CS 111 Scribe Notes

Lecture 6: OS organization revisited

Presented: Wednesday, January 25th, 2016

By Chunnan Yao,Yihai Dingzhou, Jiaqi Huo, Jiahao Zhang

This lecture picks up the concept of Modularity from last lecture and further divides it into two categories: soft modularity and hard modularity. From that, the lecture defines "Process" that utilizes hard modularity to enforce their independent share of computing resources.

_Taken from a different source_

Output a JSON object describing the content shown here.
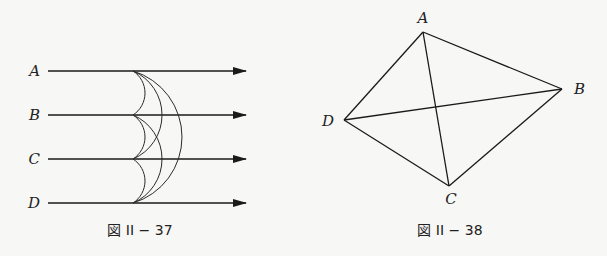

processes & files: these are all "fake"

process file has(major resources we need):

ALU ALU
registers registers * (*when running)
memory(RAM)   physical memory ** (**when running, and "looking at"(access)
I/O emulated/simulated
(system calls) (kernels implementation)
(pretend) on real

So far, we have looked at OS organization via virtualization. Our machine must have a CPU, with an ALU and registers, RAM/primary memory, and a bus of devices. We must also consider the dimension of time, in which we allow our machine to run.

kernel memory

Each process has a process descriptor inside the RAM, which contains a copy of registers, memory information, file descriptor entries(0-1023). The fd entries sector of the process descriptor that is associated to each process records the process's access of certain files.

figure 1 Figure 1

compress process memory into memory info
access file indirectly by a number of file descriptor
in Linux/Unix, 'int' is a handle for an open file
other OSes, 'point': struct file descriptor *


int main(void){
    return open("/dev/tty", O_RDWR);
}

The design is bad, there is no sense to return a file descriptor in main() as above.

what can go wrong here?

1.write to a pipe, it's full, all the readers are busy doing something else.


cat /etc/passwd | less
-- make buffer bigger (exhaust memory)
-- discard new data (cheap, no need to do with memory.) | unreliable
-- discard old data | lose data
-- suspend writer

2.write to pipe, no readers


cat /etc/passwd | :
-- suspend will have a problem, maybe suspend forever
-- kill the writer (SIGPIPE)
(optionally, ignore SIGPIPE, writes fail with errno==ESPIPE)

if (printf("hello")<0)
goto exit_from_write_loop

3.read from empty pipe
The pipe will hang waiting for the writer, that never writes (wait forever)
read reutrns 0(EOF)


int fd[2];
pipe(fd);
read(fd[0], &c, 1);

4.named pipe
cat will hang until write end of pipe is closed. Only close the write end of pipe will send eof to read end of pipe.


$mkfifo /tmp/pipe
$cat /tmp/pipe > out &
$echo helllo > /tmp/pipe

also need to be careful of deadlock, which both way are hang.

orthogonality question


  rm bigfile
  grep intersting < bigfile

it will display the output, since it run fd level instruction first, then file name level.

Signals

why?

error in your code
/O, FP overflow, invalid insn
impatient user or infinite loop SIGINT
impending power outage SIGPWR
p = waitpid(-1, &status, WNOHANG) in a SIGCHILD
user went away SIGHUP
while (fork()) continue; SIGKILL(cannot be caught or ignored)
#kill -KILL -29316 pid negative process means kill all of its descendants too.
runaway program
alarm(20) SIGALRM

Uses for signals

--break out of a loop
--kill a process, or suspend it kill -STOP (29) kill -CONT (29)
--timeouts
important, unusual, unexpected events

Receiving signals

sighandler_t signal(int,	sighandler
^                    ^		new handler
|                    |		void (*sighandler_t) (int)
old handler        signal
)                    #

signal call will cause bug like following
signal(29, f)


x = y + 1;
         <---- f(29) and change the value of x
x = x + 1;

gzip:
fd = open("foo", O_RDONLY);
                          <- signal(SIGINT, cleanup)   1.race here(may not create the foo.gz before signal comes)
fo = open("foo.gz", O_WRONLY)
while (compress(fd, fo))
	continue;

to fix this problem, we need to use a signal handler to make the gzip action atomic.